David looked at me, one eyebrow up and one down again. Only this time, I was pretty sure he wasn’t being playful.

“Really?” he said. “Are you sure? Because I think Susan’s pretty cool about that kind of thing.”

Yeah. Real cool. Cool enough to blackmail me into coming back to her class.

But I didn’t say this out loud. It seemed impolitic to argue with someone who might momentarily be supplying me with food.

We went down another hallway, this one not carpeted or very fancy. Then David opened another door and we were in a big kitchen.

“Hey, Carl,” David said, to a guy in a chef’s outfit who was busy putting whipped topping on a bunch of glasses of chocolate mousse. “Got anything good to eat around here?”

Carl looked up from his creations, took one glance at me and cried, “Samantha Madison! The girl who saved the world! How you doing?”

There were a lot of other people in the kitchen, all busily cleaning and putting things away. Theresa, I saw, had been wrong about the gold-rimmed plates. You could totally put them in the dishwasher, and in fact, the White House kitchen staff was doing so. But they all stopped when they saw me, and gathered around to thank me for keeping their boss from taking one in the head.

“What was the matter with the flounder?” Carl wanted to know, after congratulations had been issued to me from his staff. “That was real Maryland crab stuffed into it, you know. I bought it fresh this morning.”

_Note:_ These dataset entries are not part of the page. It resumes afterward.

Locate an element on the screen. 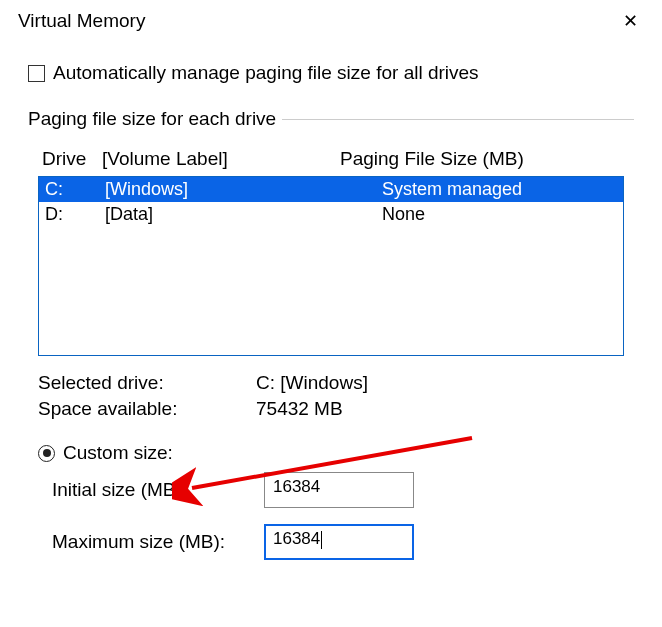 The height and width of the screenshot is (627, 662). close-icon: ✕ is located at coordinates (630, 21).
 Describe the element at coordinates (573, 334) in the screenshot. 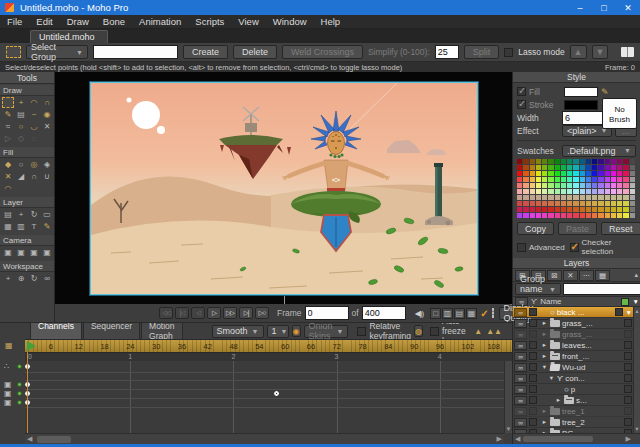

I see `layer-row: ∞▸grass_...` at that location.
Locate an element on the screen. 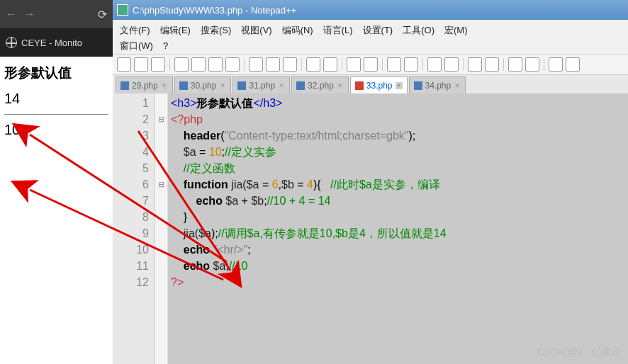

David went over to the industrial-sized fridge and yanked it open. “I think it was just, too, you know.” For a guy who went to Horizon, David certainly didn’t talk much like a certified genius. “You got any more of those hamburgers we had for lunch?”

I brightened at the word hamburger. Carl saw this and went, “You want a burger? The lady wants a burger. Samantha Madison, I will make you a burger the likes of which you have never had in your life. You sit right there. Don’t move. This burger’s gonna knock your socks off.”

I was wearing pantyhose, not socks, of course, but I didn’t feel it was necessary to point this out. Instead I sat down on the stool Carl had indicated. David sat down on the one next to it and we watched as Carl, moving so fast he was almost a blur, threw two enormous hamburger patties on to a stovetop grill, and started cooking them for us.